1. Introduction
We live in a world where education is often forced, work is tied to fear, and life decisions are locked in too early. This plan is a vision for an alternative system—one that puts freedom, learning, social security, and human growth at its core. It originated from the desire to see people judged not by their background, but by their potential—and to give everyone the tools to reinvent themselves at any point in life.
2. Education
2.1 Foundational Education
Formal schooling is reduced to the essentials: 2 to 4 years of „foundational education“ that teach the basic tools for independent learning:
- Reading, writing, arithmetic
- Analytical thinking
- How to search for and evaluate information
- Basic social and communication skills
2.2 Lifelong, Stage-Based Learning
After foundational training, everyone gains access to lifelong, flexible education:
- Subjects are divided into progressive stages, e.g. Chemistry 1–25, Music 1–10
- People decide when, what, and how quickly they want to learn
- Exams can be taken at any time on a voluntary basis
- No age limits or social barriers
2.3 Access and Implementation
- Courses are publicly available: digitally, on-site, or in hybrid formats
- Learning is practice-oriented via projects, simulations, community involvement
- Certificates are based on portfolios, not on traditional grades
3. Work
3.1 Skills Instead of Job Titles
The job market is based on skills, not rigid professions:
- Employers might require „Chemistry 12 + Biology 7 + Communication 4“
- Applicants present their current verified learning stages
- No résumés, no age bias, no formal degrees required
3.2 Full Flexibility
- Retraining is possible at any time
- Skills from different fields can be combined—an IT expert can pursue philosophy or craftsmanship
- There are no “career downgrades,” only development paths
4. Social Security
4.1 Universal Basic Income
Every person receives a monthly basic income, ensuring survival without coercion:
- Granted for life, from birth
- Covers housing, food, healthcare, education
- No forced labor, no punitive systems
4.2 Space for Real Choices
- People can focus on caregiving, creativity, or community work
- Wrong turns are allowed—career changes are normal
- No one loses their dignity due to illness, caretaking, or personal development
5. Societal Effects
- Improved mental health, reduced burnout
- Greater innovation through intrinsic learning
- Breakdown of class-based education gaps
- A more agile job market and rich cultural exchange
- Stronger communities formed through collaboration, not competition
6. Funding Ideas
This model is feasible given today’s technology and economy. Potential funding mechanisms:
- Automation tax (a share of automated value creation)

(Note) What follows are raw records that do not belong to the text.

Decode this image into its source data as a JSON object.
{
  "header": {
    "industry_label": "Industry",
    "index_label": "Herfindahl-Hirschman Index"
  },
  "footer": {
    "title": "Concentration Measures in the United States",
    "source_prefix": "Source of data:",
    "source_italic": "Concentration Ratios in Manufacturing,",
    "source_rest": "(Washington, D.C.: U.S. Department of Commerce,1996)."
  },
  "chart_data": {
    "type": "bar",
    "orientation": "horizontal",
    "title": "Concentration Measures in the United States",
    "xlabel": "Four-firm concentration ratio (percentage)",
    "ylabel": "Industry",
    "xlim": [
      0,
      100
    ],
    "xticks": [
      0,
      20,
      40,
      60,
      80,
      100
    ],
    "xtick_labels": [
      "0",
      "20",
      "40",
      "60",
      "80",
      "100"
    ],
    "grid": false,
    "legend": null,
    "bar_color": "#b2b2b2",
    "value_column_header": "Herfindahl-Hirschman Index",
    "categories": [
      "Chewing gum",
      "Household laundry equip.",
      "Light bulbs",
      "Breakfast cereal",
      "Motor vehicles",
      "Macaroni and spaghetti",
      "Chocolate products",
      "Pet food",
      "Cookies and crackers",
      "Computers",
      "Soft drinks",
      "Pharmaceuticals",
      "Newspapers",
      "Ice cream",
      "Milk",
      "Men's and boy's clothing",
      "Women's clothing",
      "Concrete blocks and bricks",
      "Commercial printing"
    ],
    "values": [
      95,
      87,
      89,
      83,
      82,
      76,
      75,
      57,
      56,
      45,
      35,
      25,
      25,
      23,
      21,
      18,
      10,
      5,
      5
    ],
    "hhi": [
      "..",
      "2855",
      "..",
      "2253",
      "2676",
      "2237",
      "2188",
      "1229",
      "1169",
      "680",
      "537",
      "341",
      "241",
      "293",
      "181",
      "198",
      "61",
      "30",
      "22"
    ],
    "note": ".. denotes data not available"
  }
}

- Data and platform dividend (“digital common wealth”)
- Financial transaction tax
- Commons-based funds for natural resources, energy, water
- Redistribution of ineffective subsidies
7. Invitation to Co-Create
This plan is not a doctrine, but an open draft. It’s an invitation to reflect, rethink, and contribute. Perhaps someone will read it and take it further—or simply use it to plant a new idea.

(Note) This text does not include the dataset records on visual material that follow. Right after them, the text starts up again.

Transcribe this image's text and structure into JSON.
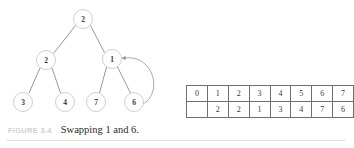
{
  "figure": {
    "caption_tag": "FIGURE 3.4",
    "caption_text": "Swapping 1 and 6.",
    "colors": {
      "background": "#ffffff",
      "node_stroke": "#c9c9c9",
      "edge_stroke": "#8d8d8d",
      "arrow_stroke": "#a0a0a0",
      "table_border": "#6f6f6f",
      "text": "#3a3a3a",
      "caption_tag": "#cfcfcf",
      "rule": "#e2e2e2"
    }
  },
  "tree": {
    "nodes": [
      {
        "id": "root",
        "label": "2",
        "cx": 83,
        "cy": 19,
        "r": 9.5
      },
      {
        "id": "left",
        "label": "2",
        "cx": 46,
        "cy": 60,
        "r": 9.5
      },
      {
        "id": "right",
        "label": "1",
        "cx": 112,
        "cy": 59,
        "r": 9.5
      },
      {
        "id": "ll",
        "label": "3",
        "cx": 23,
        "cy": 102,
        "r": 9.5
      },
      {
        "id": "lr",
        "label": "4",
        "cx": 65,
        "cy": 102,
        "r": 9.5
      },
      {
        "id": "rl",
        "label": "7",
        "cx": 96,
        "cy": 102,
        "r": 9.5
      },
      {
        "id": "rr",
        "label": "6",
        "cx": 134,
        "cy": 102,
        "r": 9.5
      }
    ],
    "edges": [
      {
        "from": "root",
        "to": "left"
      },
      {
        "from": "root",
        "to": "right"
      },
      {
        "from": "left",
        "to": "ll"
      },
      {
        "from": "left",
        "to": "lr"
      },
      {
        "from": "right",
        "to": "rl"
      },
      {
        "from": "right",
        "to": "rr"
      }
    ],
    "swap_arrow": {
      "from_node": "rr",
      "to_node": "right",
      "description": "curved arrow from node 6 to node 1"
    }
  },
  "array": {
    "index_row": [
      "0",
      "1",
      "2",
      "3",
      "4",
      "5",
      "6",
      "7"
    ],
    "value_row": [
      "",
      "2",
      "2",
      "1",
      "3",
      "4",
      "7",
      "6"
    ]
  }
}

8. Skill Verification & Data Privacy
8.1 Central, Voluntary Skill Database
- Each person has a secure, personal profile where all completed learning stages (skills) are stored.

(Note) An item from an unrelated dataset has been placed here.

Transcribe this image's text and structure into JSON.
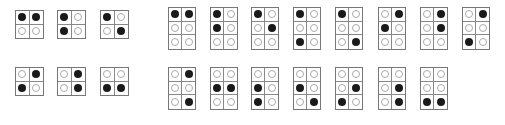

- The data belongs solely to the individual – no access is granted without explicit consent.
8.2 Employer Access: Selective and Purpose-Bound
- During job applications, employers can query specific skills (e.g. “Does person X have Chemistry 12?”).
- The system responds with a simple yes/no – no access to other skills, no access to learning history.
- Alternatively, the applicant can generate a signature link that grants access to a chosen skill set.
8.3 Privacy Protection
- No profiling, no behavioral tracking, no penalty for dropped or delayed learning.
- No data sharing with third parties.
- All queries are logged and visible to the user for full transparency.
The future often begins as a quiet thought.